Dreams of retirement

My wife thinks I'm crazy. Today I sat down for a long, hard look at what retirement might look like. Questions like:

  • When is the earliest I can realistically retire?
  • What might our expenses look like when retirement becomes an option?
  • What commitments are necessary to realise my earliest possible date?

Given my current circumstances and trajectory, I am looking at putting in another… 22 years. With the demographic shifts taking place (more old people) there is also the very real possibility that the earliest possible retirement age for my generation will be bumped up by a few years by the time I reach 62.

Let's take an optimistic stance and say I'm on the hook for another 25 years.

That is… a lot of years.

I've been working since the middle of my teens. Even counting those part-time years where I was a student first and foremost, and an employee second, I've not even reached the halfway point.

Only in 2012 did I begin working full-time. 13 years ago. A long time. It seems like forever. Yet only half of what remains.

"I never even think about retiring," my wife told me, before stating that "it's kinda sad that you're spending so much thinking about it."

And I agree. But, of the two of us, I don't think I'm the odd one.

For a big part of these last 13 years, I thought otherwise.

That I was indeed the oddball. Someone who couldn't adapt and adjust and accept the realities of the modern world. The worst of those days still echo in my mind. Dreading every minute of it. Seeing everyone else around me looking normal and well-adjusted. Wondering if they could see through me. Spot that I was just faking it. Barely scraping by.

"I don't mind workin', but I'm scared to suffer"

A line from the song "All or Nothing" by Tom Petty and the Heartbreakers

When I look forward to retirement, I'm not envisioning a life of sitting inside and surfing the web or watching TV. I dream only of spending my days on the things that excite me.

Every day I want to run. I want to read books. I want to study Norse mythology and mid- to late antiquity. I want to talk to people who might need someone to talk to. I don't want to be paid to do it, because I think that inherently changes the dynamics of any conversation. I just want to sit with people and hear what they have to say. I want to spend time outside. In my backyard and in the local forests and in a tent for days on end on a mountain in the middle of nowhere. I want to spend more time with my kids.

Honestly, I not entirely sure what I want to say with this post. I'll probably never publish it. I've written down similar thoughts countless times before. It's just unproductive fantasizing. Disillusioned daydreams. If I want a different life, I need to find a way from here to there within the constraints of the real world.

And yet…

Deep down, there's a whisper. It claims everything starts with a disillusioned daydream. That the mere idea of unproductive fantasizing is a by-product of "the system" or whatever. The thing that almost drowned me.

We all need to pay the bills. Shelter and sustenance, and enough to pay for the overhead required to acquire the necessary income stream. Perhaps the only way for me to a life where I can spend the bulk of my days doing the things that excite me is to put in my remaining 25 years.

Or maybe, just maybe, the path to another way begins with a disillusioned daydream. I'll post an update and let you know 25 years hence.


▸ **Problem to work on**:
Using the records that follow, copy every line containing the word "each".

▸ **Task inputs**:
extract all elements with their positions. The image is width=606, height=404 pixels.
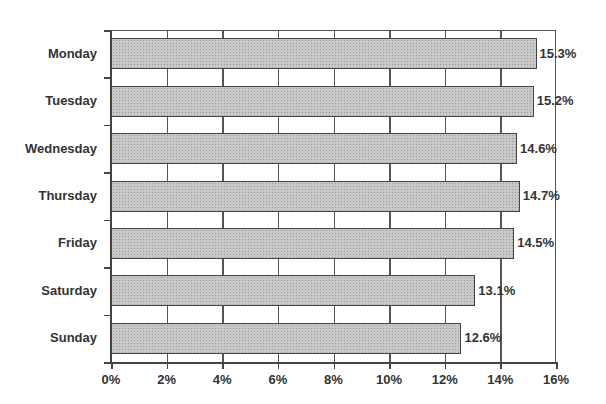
x-tick-label: 2%	[137, 372, 197, 387]
x-tick-label: 4%	[192, 372, 252, 387]
x-tick-label: 8%	[304, 372, 364, 387]
bar-wednesday	[111, 133, 517, 164]
category-label: Saturday	[0, 283, 97, 298]
x-tick-label: 16%	[526, 372, 586, 387]
value-label: 15.2%	[537, 93, 574, 108]
category-label: Friday	[0, 235, 97, 250]
x-tick-label: 12%	[415, 372, 475, 387]
bar-friday	[111, 228, 514, 259]
bar-saturday	[111, 275, 475, 306]
x-tick-label: 6%	[248, 372, 308, 387]
category-label: Sunday	[0, 330, 97, 345]
value-label: 14.5%	[517, 235, 554, 250]
category-label: Monday	[0, 46, 97, 61]
category-label: Wednesday	[0, 141, 97, 156]
value-label: 14.6%	[520, 141, 557, 156]
y-axis	[110, 30, 112, 364]
x-tick-label: 0%	[81, 372, 141, 387]
x-tick-label: 10%	[359, 372, 419, 387]
value-label: 12.6%	[464, 330, 501, 345]
category-label: Thursday	[0, 188, 97, 203]
x-tick-label: 14%	[470, 372, 530, 387]
value-label: 14.7%	[523, 188, 560, 203]
category-label: Tuesday	[0, 93, 97, 108]
bar-chart: 15.3%15.2%14.6%14.7%14.5%13.1%12.6% 0%2%…	[0, 0, 606, 404]
value-label: 15.3%	[540, 46, 577, 61]
bar-tuesday	[111, 86, 534, 117]
bar-thursday	[111, 181, 520, 212]
x-axis	[104, 362, 557, 364]
bar-sunday	[111, 323, 461, 354]
value-label: 13.1%	[478, 283, 515, 298]
bar-monday	[111, 38, 537, 69]
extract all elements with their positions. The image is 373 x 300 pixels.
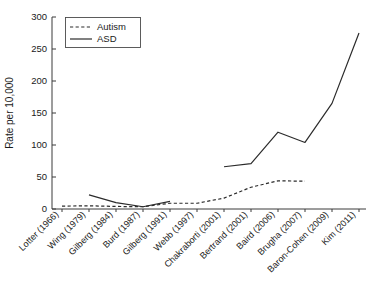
y-tick-label: 50	[36, 171, 47, 182]
y-tick-label: 300	[31, 11, 47, 22]
legend-label-asd: ASD	[97, 33, 117, 44]
y-axis-title-text: Rate per 10,000	[4, 77, 15, 149]
chart-legend: Autism ASD	[66, 18, 141, 48]
y-tick-label: 200	[31, 75, 47, 86]
series-line-autism	[62, 181, 305, 207]
x-tick-labels: Lotter (1966) Wing (1979) Gilberg (1984)…	[17, 209, 358, 274]
y-tick-label: 100	[31, 139, 47, 150]
legend-label-autism: Autism	[97, 21, 126, 32]
y-axis-title: Rate per 10,000	[4, 77, 15, 149]
series-line-asd	[89, 33, 359, 207]
y-tick-label: 150	[31, 107, 47, 118]
x-tick-label: Bertrand (2001)	[198, 209, 250, 261]
y-tick-label: 0	[42, 203, 47, 214]
chart-figure: Rate per 10,000 0 50 100 150 200 250 300	[0, 0, 373, 300]
chart-svg: Rate per 10,000 0 50 100 150 200 250 300	[0, 0, 373, 300]
y-tick-label: 250	[31, 43, 47, 54]
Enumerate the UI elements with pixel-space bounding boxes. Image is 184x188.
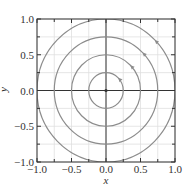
x-tick-label: 0.5	[134, 163, 148, 175]
x-tick-label: 1.0	[168, 163, 182, 175]
y-tick-label: −0.5	[14, 120, 34, 132]
y-tick-label: −1.0	[14, 156, 34, 168]
y-tick-label: 1.0	[20, 13, 34, 25]
x-tick-label: −0.5	[62, 163, 82, 175]
direction-arrow-icons	[118, 40, 159, 82]
equilibrium-point	[104, 89, 107, 92]
y-tick-label: 0.0	[20, 85, 34, 97]
y-tick-label: 0.5	[20, 49, 34, 61]
y-axis-label: y	[0, 87, 9, 93]
y-tick-labels: −1.0−0.50.00.51.0	[14, 13, 34, 168]
x-axis-label: x	[103, 174, 109, 186]
phase-portrait-chart: −1.0−0.50.00.51.0 −1.0−0.50.00.51.0 x y	[0, 0, 184, 188]
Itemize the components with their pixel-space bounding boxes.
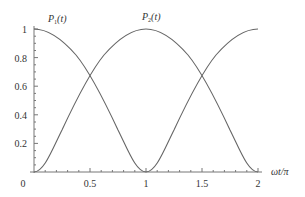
y-tick-label: 0.6 [15, 81, 28, 92]
y-tick-label: 1 [22, 24, 27, 35]
chart: 1 0.8 0.6 0.4 0.2 0 0.5 1 1.5 2 ωt/π P1(… [0, 0, 305, 197]
x-tick-label: 0.5 [84, 178, 97, 189]
p1-curve [34, 29, 258, 172]
y-ticks [34, 29, 38, 165]
y-tick-label: 0.4 [15, 110, 28, 121]
p1-label: P1(t) [47, 13, 67, 25]
p2-label: P2(t) [141, 11, 161, 23]
y-tick-label: 0.8 [15, 53, 28, 64]
p2-curve [34, 29, 258, 172]
y-tick-label: 0.2 [15, 138, 28, 149]
x-tick-label: 1 [144, 178, 149, 189]
x-tick-label: 0 [21, 178, 26, 189]
x-tick-label: 1.5 [196, 178, 209, 189]
x-axis-label: ωt/π [271, 166, 290, 177]
x-tick-label: 2 [256, 178, 261, 189]
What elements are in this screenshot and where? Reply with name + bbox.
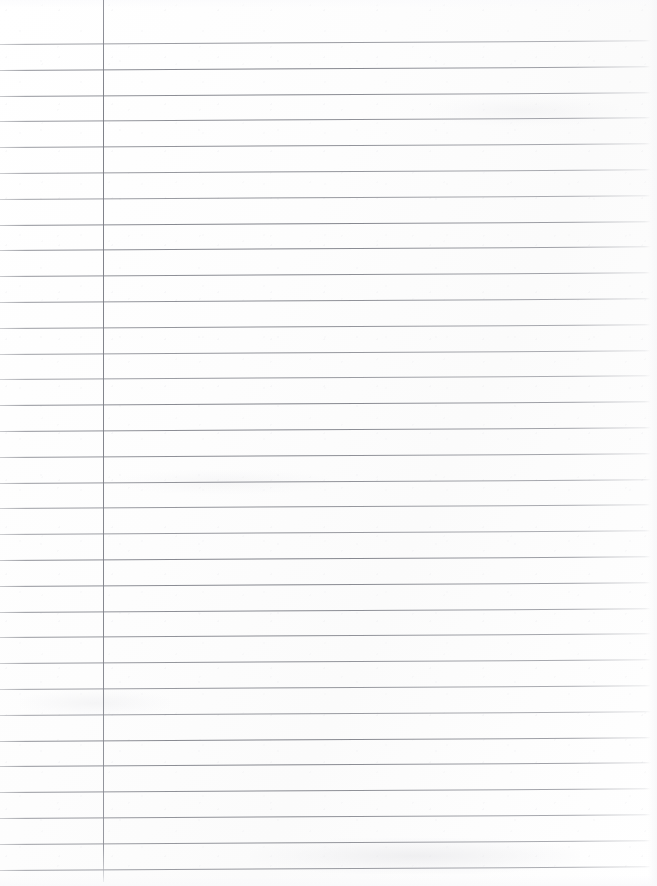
paper-surface (0, 0, 657, 886)
margin-rule-line (103, 0, 104, 882)
scanned-page (0, 0, 657, 886)
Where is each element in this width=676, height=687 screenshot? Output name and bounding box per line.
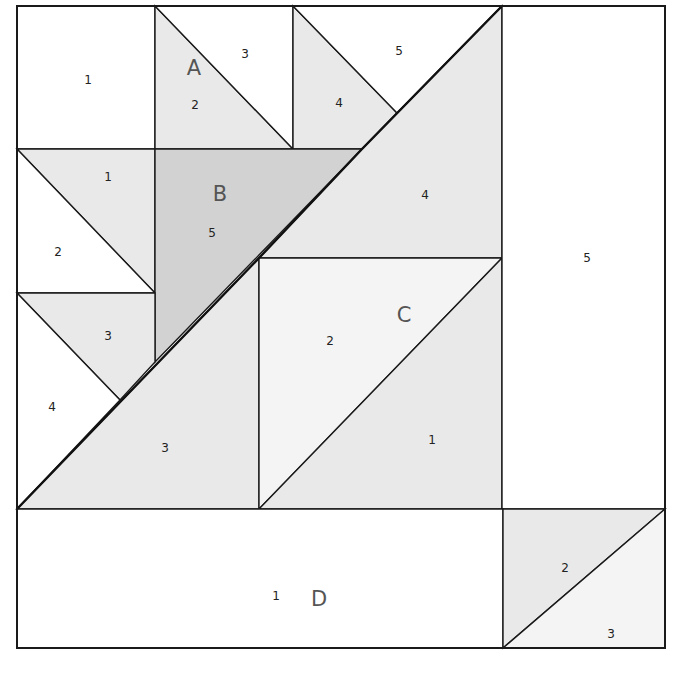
piece-number-label: 3 bbox=[104, 329, 112, 343]
piece-number-label: 2 bbox=[191, 98, 199, 112]
section-label-c: C bbox=[397, 303, 412, 327]
piece-number-label: 3 bbox=[161, 441, 169, 455]
piece-number-label: 5 bbox=[208, 226, 216, 240]
section-label-b: B bbox=[213, 182, 227, 206]
piece-number-label: 3 bbox=[607, 627, 615, 641]
piece-number-label: 2 bbox=[54, 245, 62, 259]
piece-number-label: 1 bbox=[428, 433, 436, 447]
quilt-piece-d-1 bbox=[17, 509, 503, 648]
piece-number-label: 3 bbox=[241, 47, 249, 61]
piece-number-label: 4 bbox=[48, 400, 56, 414]
piece-number-label: 5 bbox=[583, 251, 591, 265]
piece-number-label: 1 bbox=[272, 589, 280, 603]
section-label-a: A bbox=[187, 56, 202, 80]
piece-number-label: 2 bbox=[561, 561, 569, 575]
piece-number-label: 4 bbox=[335, 96, 343, 110]
piece-number-label: 2 bbox=[326, 334, 334, 348]
piece-number-label: 4 bbox=[421, 188, 429, 202]
piece-number-label: 1 bbox=[104, 170, 112, 184]
section-label-d: D bbox=[311, 587, 327, 611]
quilt-block-diagram: 123451254343215123 ABCD bbox=[0, 0, 676, 687]
piece-number-label: 1 bbox=[84, 73, 92, 87]
piece-number-label: 5 bbox=[395, 44, 403, 58]
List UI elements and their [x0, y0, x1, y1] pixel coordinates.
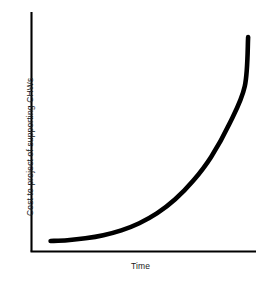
- chart-canvas: [0, 0, 271, 283]
- chart-figure: Cost to project of supporting CHWs Time: [0, 0, 271, 283]
- data-series-group: [51, 37, 249, 241]
- y-axis-label: Cost to project of supporting CHWs: [25, 78, 35, 216]
- exponential-cost-curve: [51, 37, 249, 241]
- axes-group: [31, 12, 257, 252]
- x-axis-label: Time: [5, 261, 271, 271]
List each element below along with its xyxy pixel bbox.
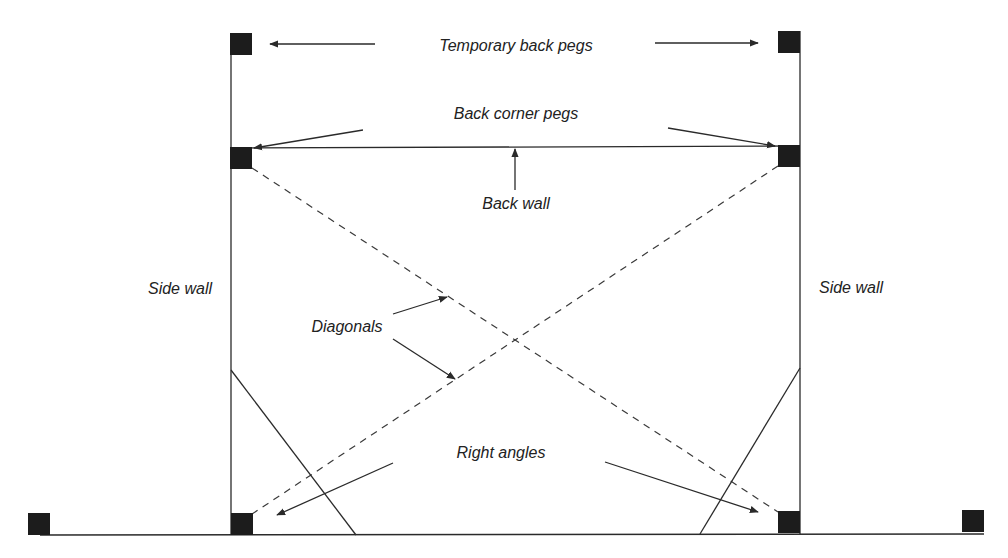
baseline-peg-right	[962, 510, 984, 532]
label-temporary-back-pegs: Temporary back pegs	[439, 37, 592, 54]
back-wall-line	[241, 146, 789, 148]
front-corner-peg-right	[778, 511, 800, 533]
label-right-angles: Right angles	[457, 444, 546, 461]
arrow-diagonal-2	[393, 339, 455, 379]
label-side-wall-right: Side wall	[819, 279, 883, 296]
front-building-line	[40, 534, 984, 535]
label-diagonals: Diagonals	[311, 318, 382, 335]
setting-out-diagram: Temporary back pegs Back corner pegs Bac…	[0, 0, 1008, 558]
label-back-wall: Back wall	[482, 195, 550, 212]
temp-peg-left	[230, 33, 252, 55]
label-back-corner-pegs: Back corner pegs	[454, 105, 579, 122]
temp-peg-right	[778, 31, 800, 53]
front-corner-peg-left	[231, 513, 253, 535]
diagonal-line-2	[252, 166, 778, 514]
arrow-diagonal-1	[393, 297, 447, 314]
arrow-right-angle-right	[605, 462, 758, 512]
back-corner-peg-right	[778, 145, 800, 167]
label-side-wall-left: Side wall	[148, 280, 212, 297]
right-angle-line-left	[231, 370, 356, 535]
arrow-back-corner-right	[668, 128, 775, 146]
baseline-peg-left	[28, 513, 50, 535]
arrow-back-corner-left	[254, 130, 363, 148]
back-corner-peg-left	[230, 147, 252, 169]
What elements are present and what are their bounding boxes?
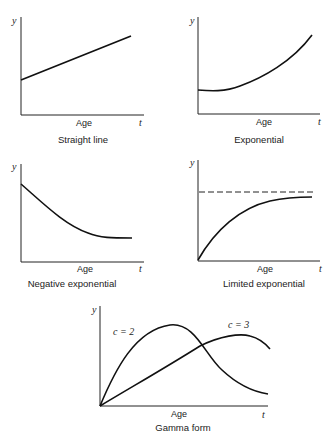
x-axis-label: Age — [256, 117, 272, 127]
x-axis-label: Age — [257, 264, 273, 274]
caption: Straight line — [58, 134, 108, 145]
panel-straight-line: y Age t Straight line — [11, 15, 144, 145]
straight-line-curve — [21, 36, 131, 80]
gamma-curve-c3 — [100, 335, 270, 406]
series-label-c3: c = 3 — [228, 319, 249, 330]
caption: Exponential — [234, 134, 284, 145]
x-axis-symbol: t — [318, 116, 321, 127]
y-axis-label: y — [189, 15, 195, 26]
axes — [21, 17, 144, 115]
axes — [21, 164, 144, 262]
x-axis-symbol: t — [319, 263, 322, 274]
y-axis-label: y — [189, 157, 195, 168]
y-axis-label: y — [11, 161, 17, 172]
axes — [198, 160, 320, 261]
y-axis-label: y — [91, 304, 97, 315]
x-axis-label: Age — [77, 264, 93, 274]
panel-exponential: y Age t Exponential — [189, 15, 321, 145]
caption: Gamma form — [155, 422, 211, 433]
x-axis-symbol: t — [139, 117, 142, 128]
panel-negative-exponential: y Age t Negative exponential — [11, 161, 144, 289]
panel-limited-exponential: y Age t Limited exponential — [189, 157, 322, 289]
panel-gamma-form: y Age t c = 2 c = 3 Gamma form — [91, 304, 270, 433]
exponential-curve — [198, 35, 312, 91]
x-axis-symbol: t — [262, 409, 265, 420]
x-axis-label: Age — [76, 118, 92, 128]
limited-exponential-curve — [198, 197, 312, 260]
negative-exponential-curve — [21, 184, 132, 238]
caption: Negative exponential — [28, 278, 117, 289]
y-axis-label: y — [11, 15, 17, 26]
x-axis-label: Age — [171, 409, 187, 419]
x-axis-symbol: t — [139, 263, 142, 274]
series-label-c2: c = 2 — [113, 326, 134, 337]
growth-curves-figure: y Age t Straight line y Age t Exponentia… — [0, 0, 336, 442]
axes — [198, 17, 320, 114]
caption: Limited exponential — [223, 278, 305, 289]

▸ **Exercise result**:
Where is each element in this width=676, height=687 screenshot? Output name and bounding box per line.
List each element below along with its xyxy pixel bbox.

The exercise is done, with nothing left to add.